In Kalmanash v. Smith (supra) the court made it clear that the basis of its decision was the absence of any allegation that the defendants Dahlberg, Hartley or Whittemore controlled the action of the board of directors or that they exercised such power by their votes or by the cumulative strength of their votes as to effectuate the acts allegedly detrimental to the corporation. There was also a failure to show that the acts of the corporation were the result of bad faith practiced by the defendants upon the corporation. It is clear that if the complaint had alleged that the defendants exercised control or could influence control and if there had been a showing of fraud or deceit the complaint would have been sustained.
Taking this complaint in its entirety, we find not only allegations of personal enrichment at the expense of the corporation but also charges of a scheme to render the corporation insolvent, in the process of which efforts the defendants are diverting to themselves the corporate assets.

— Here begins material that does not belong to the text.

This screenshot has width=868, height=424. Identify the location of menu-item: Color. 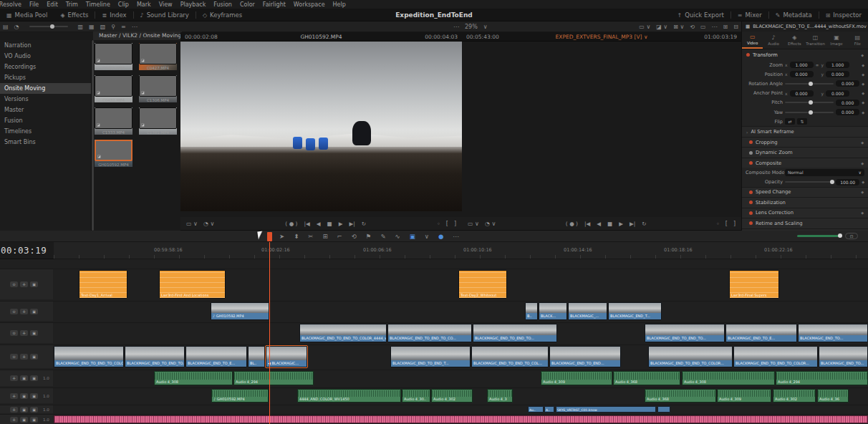
(248, 4).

As to that aspect of the application that plaintiff be required separately to state and number, it has been held that each act or category of acts does not constitute a separate cause of action; that there is one duty of trust which has been breached, although by a number of different acts. (See Covey v. England & McCaffrey, 233 App. Div. 332; Stone v. Town & Country Estates, 180 App. Div. 322; Tarlow v. Archbell, 47 N. Y. S. 2d 3; Tripp, A Guide to Motion Practice, p. 225.)
The defendants’ motion is therefore in all respects denied.